● **Problem details**: Copy out the data that comes next, character for character, and leave the images aside.

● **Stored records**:
▼

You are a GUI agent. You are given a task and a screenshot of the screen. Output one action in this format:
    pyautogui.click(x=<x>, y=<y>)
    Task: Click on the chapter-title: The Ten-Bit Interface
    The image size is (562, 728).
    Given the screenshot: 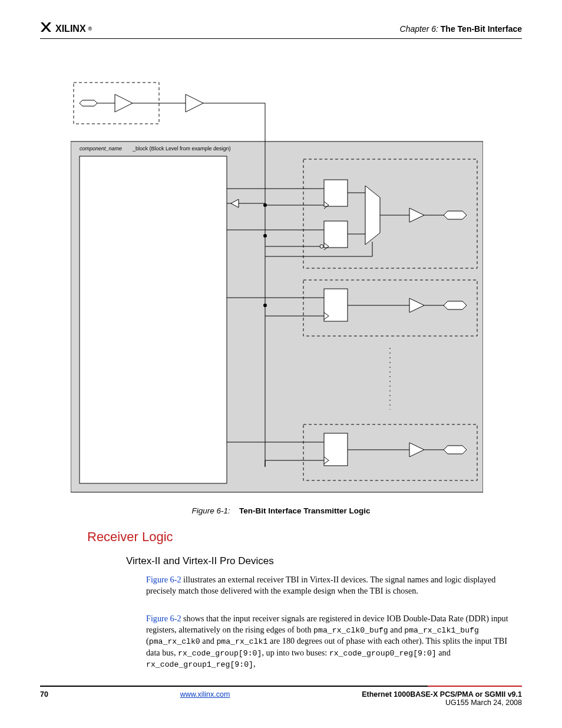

▲

● **Solution**:
You are a GUI agent. You are given a task and a screenshot of the screen. Output one action in this format:
    pyautogui.click(x=<x>, y=<y>)
    Task: Click on the chapter-title: The Ten-Bit Interface
    The image size is (562, 728).
    Given the screenshot: 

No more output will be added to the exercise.